The shout of glee at the news that Christopher Kane is the new creative director at Mulberry was practically audible across London this morning. For the crestfallen super-fans of his fizzily ingenious collectsions, it’s the best possible spirit-lifter. Since he closed his business in 2023, the absence of Kane had felt like long, almost criminal oversight of a major talent of his generation.
A one-off reminder of what London—and the world—had been missing came in 2024 when Kane collaborated with Self-Portrait on a residency collectsion. Launched in a riotous hybrid of a 1960s happening, dinner party, and fashion shoot with models dancing all over the place, it was also a rallying night for the extended Kane community. The instant sell-through of the collectsion—an accessible reprise of the hyper-sexy body-con 2006 debut collectsion which put him on the map—was a pretty accurate signal of just how desirable a designer he’s always been.
Now, thanks to his hiring by Mulberry CEO Andrea Baldo, the Kane comeback in sight. So far, all that’s known is that Kane and his sister collaborator Tammy are freshly installed at Mulberry’s studio headquarters in Kensington Church Street, working towards a show in at London fashion week in September. Guaranteed to be a shot in the arm for the city’s schedule, it’s going to be a catwalk return for Mulberry as a brand, too. The company’s ready-to-wear has been in abeyance since it last runway show in February 2017.
The First Collection
Founded by Roger Saul in 1971 in Somerset as a leather goods company, Mulberry still has its roots in the county, where it has two bag and leather goods factories. The name resonates fondly as a British entity, with more recent overlays of the cute, fun, girly shows laid on in noughties fashion weeks by former creative directors Stuart Vevers, Emma Hill, and Jonny Coca.
Predictions of what Kane might do with anything are never that wise. Unpredictability—the surprise element he’s always delivered with every collectsion—has ever been part of the thrill of Kane’s creativity. But let’s have a go. For starters, he is an ace dress designer, perpetually walking the line between eroticism and chic. If there is a need for colorful, quirky, optimistic party dresses for young women to go dancing in, in these dark days, then Kane’s the man. After all, it was his neon-bright bandage and frou-frou first collectsion that dared hit that mark in 2006, when so much else was black and beige and timidly boring.
His references are guaranteed to be wild—The Planet of the Apes, Princess Margaret “on acid,” Cynthia Payne’s notorious brothel, school biology textbooks, religious cults, Frankenstein, and Masters and Johnston’s The Joy of Sex books have all been in the mix in the past. The way it turns out is always developed with incredible techniques, invented by the Kanes, and yet always, somehow, wearable.
Kinky Chic
Where would the Mulberryness get infused into all of this? Kane-ologists would have no worries about that. Underpinning his collectsions in day wear, Kane has always worked in shearling-trimmed biker jackets and patent leather sheepskin coats (Mulberry heartland.) He has always designed arrays of amazing coats. And right from the beginning, he’s worked his magic with knits, first of all with the Scottish cashmere company Johnstons of Elgin.
All of this promises a combination of hot fashion and outdoorsy everyday practicality. Which could be very much fun for a blast of fresh British Mulberry air come September. Whatever it is, Kane will be aiming high. And always, you can tether that back to the words of his late, monumentally influential mentor Professor Louise Wilson OBE, who would sit behind her desk at Central Saint Martin’s MA department and command “Impress me.”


Establish how many lines below contain the string "each". Respond with that number alone.

## Figure record listings:
========================

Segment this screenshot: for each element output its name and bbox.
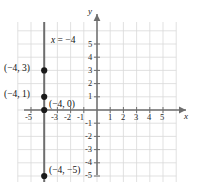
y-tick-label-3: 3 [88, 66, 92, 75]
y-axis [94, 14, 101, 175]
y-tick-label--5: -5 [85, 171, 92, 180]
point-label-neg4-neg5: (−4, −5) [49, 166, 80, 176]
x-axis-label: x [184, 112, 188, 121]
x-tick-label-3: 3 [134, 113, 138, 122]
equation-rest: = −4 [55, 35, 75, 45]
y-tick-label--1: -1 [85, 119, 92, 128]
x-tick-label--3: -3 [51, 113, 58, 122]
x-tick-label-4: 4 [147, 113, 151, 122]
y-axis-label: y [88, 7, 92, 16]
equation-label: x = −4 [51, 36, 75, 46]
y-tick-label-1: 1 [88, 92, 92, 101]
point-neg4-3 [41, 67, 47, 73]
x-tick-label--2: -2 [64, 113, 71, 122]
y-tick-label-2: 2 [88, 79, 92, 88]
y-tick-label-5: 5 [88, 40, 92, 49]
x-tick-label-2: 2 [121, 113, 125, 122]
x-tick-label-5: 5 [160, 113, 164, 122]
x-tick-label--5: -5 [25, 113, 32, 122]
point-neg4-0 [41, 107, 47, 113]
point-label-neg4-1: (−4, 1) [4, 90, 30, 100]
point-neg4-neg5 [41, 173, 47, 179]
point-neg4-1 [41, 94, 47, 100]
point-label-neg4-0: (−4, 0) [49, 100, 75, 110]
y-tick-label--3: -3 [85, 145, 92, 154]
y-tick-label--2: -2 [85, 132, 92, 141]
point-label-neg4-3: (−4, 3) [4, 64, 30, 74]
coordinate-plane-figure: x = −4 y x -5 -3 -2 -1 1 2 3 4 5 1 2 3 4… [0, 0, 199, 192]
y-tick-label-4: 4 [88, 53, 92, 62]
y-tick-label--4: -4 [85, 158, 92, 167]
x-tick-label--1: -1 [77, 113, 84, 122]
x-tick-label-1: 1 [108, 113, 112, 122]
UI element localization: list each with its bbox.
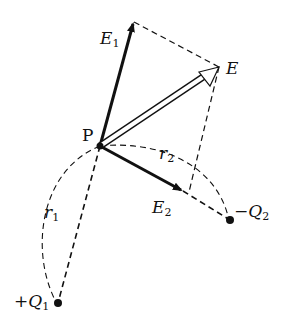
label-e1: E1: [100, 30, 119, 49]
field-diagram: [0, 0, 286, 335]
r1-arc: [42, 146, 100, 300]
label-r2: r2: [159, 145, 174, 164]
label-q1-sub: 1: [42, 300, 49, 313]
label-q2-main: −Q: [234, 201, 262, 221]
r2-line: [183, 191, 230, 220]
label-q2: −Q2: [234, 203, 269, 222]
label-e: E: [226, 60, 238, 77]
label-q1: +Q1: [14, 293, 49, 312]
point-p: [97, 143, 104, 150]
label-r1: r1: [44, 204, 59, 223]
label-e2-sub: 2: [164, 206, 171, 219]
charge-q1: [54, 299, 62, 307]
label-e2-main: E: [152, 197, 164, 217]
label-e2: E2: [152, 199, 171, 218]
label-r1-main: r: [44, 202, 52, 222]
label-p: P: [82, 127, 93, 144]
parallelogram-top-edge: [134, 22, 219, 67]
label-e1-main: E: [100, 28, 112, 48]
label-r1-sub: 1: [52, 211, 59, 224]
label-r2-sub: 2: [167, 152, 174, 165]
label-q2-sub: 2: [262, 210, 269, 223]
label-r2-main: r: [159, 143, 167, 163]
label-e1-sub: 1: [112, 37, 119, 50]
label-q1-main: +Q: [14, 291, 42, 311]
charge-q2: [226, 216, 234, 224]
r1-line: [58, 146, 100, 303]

========================

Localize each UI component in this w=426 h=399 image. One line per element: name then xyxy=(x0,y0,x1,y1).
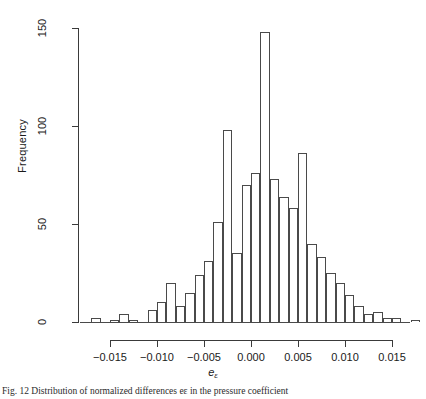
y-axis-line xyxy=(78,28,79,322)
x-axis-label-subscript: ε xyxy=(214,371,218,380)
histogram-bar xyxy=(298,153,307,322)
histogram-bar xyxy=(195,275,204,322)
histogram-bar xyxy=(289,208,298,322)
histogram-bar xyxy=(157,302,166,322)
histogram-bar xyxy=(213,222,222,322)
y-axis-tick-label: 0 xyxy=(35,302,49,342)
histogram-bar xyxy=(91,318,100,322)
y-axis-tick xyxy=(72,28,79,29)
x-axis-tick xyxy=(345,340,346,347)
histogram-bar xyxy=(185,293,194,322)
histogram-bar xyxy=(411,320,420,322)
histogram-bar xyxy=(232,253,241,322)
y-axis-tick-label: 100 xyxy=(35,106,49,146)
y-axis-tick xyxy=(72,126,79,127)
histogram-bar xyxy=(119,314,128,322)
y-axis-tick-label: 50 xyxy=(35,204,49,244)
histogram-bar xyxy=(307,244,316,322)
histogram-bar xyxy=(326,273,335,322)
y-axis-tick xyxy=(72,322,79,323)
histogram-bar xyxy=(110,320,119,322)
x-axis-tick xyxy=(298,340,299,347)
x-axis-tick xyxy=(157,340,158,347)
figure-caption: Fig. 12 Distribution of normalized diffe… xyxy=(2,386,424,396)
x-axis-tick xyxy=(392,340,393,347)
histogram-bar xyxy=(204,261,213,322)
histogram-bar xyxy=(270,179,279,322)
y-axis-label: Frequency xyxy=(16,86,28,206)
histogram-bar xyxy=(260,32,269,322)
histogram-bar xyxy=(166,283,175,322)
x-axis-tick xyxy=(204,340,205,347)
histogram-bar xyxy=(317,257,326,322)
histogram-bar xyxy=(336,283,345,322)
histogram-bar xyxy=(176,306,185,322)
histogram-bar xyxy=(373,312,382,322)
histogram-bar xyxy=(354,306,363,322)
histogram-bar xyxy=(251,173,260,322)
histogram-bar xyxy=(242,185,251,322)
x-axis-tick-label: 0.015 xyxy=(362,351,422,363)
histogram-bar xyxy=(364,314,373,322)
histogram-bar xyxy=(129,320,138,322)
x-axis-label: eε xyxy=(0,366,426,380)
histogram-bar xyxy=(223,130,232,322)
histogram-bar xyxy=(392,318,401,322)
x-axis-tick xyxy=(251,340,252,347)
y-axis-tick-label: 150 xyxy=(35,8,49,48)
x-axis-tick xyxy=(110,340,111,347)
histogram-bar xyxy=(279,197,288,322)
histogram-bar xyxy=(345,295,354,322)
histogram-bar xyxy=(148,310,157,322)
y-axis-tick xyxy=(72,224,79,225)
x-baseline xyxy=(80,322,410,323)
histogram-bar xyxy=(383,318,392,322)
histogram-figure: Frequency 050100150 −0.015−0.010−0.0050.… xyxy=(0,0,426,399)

========================

## REPLY TO THE TASK:
3